The Art Scene: 01.01.15
Mizrahi at Vered
“Haim Mizrahi: Hope in the Shield of David” is on view at Vered Gallery in East Hampton through Jan. 29. An East Hampton resident, Mr. Mizrahi has developed his woven, abstract paintings through the use of acrylic and encaustics.
The gallery’s Holyday group show includes work by Ron Agam, Lili Almog, Larry Rivers, Hunt Slonem, Joan Miro, and Milton Avery, among others.
Two New at Halsey McKay
The Halsey Mckay Gallery in East Hampton is presenting concurrent solo exhibitions by two Toronto-based artists, Georgia Dickie and Vanessa Maltese, through Feb 22.
“Awful Residues,” Ms.

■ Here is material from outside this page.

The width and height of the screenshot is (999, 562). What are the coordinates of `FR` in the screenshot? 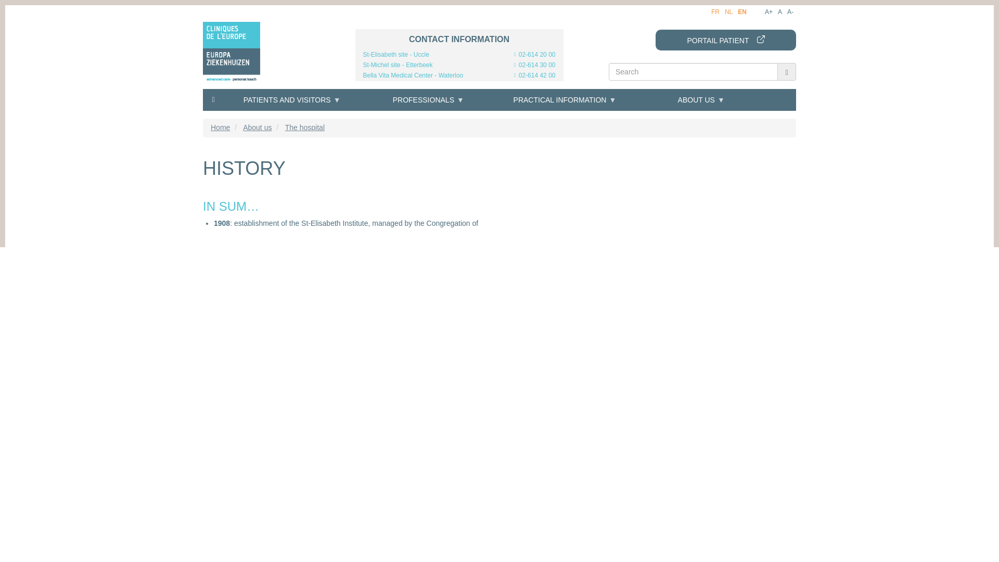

Dickie’s installation, consists of approximately 20 stacks of found materials, some natural, some industrial, arranged in a grid directly on the floor of the gallery. She has used wood, metal, telephone antennas, brass trim, metal rings, and various other objects whose combination without regard to purpose results in sculptures whose parts will be returned to her studio after the exhibition for possible use in new works.
Ms. Maltese’s show is titled “An Edge Between Appears to Be a Boundary for Some.” When she won the 2012 RBC Canadian Painting Competition, the jury recognized her “ability to reconcile depth and surface, pattern and illustration, material and subject, to create a dynamic, highly resolved composition.”
Arts Grant for Parrish
The Parrish Art Museum in Water Mill will receive a $76,000 grant from the New York State Council on the Arts for the museum’s future exhibition “Andreas Gursky: Nature in Balance,” which will be on view from Aug. 2 through Oct. 18. The council’s Culture and Heritage Project Grants are funded by the New York Regional Economic Development Councils to encourage participation in the arts and to promote tourism.
Mr. Gursky, one of the best-known members of the “Dusseldorf school” of photography, creates monumentally scaled images of urban and natural landscape vistas and large-format architecture. The Parrish exhibition will focus on his images of landscape, water, and architectural detail and will be the first showing of his work on the East End.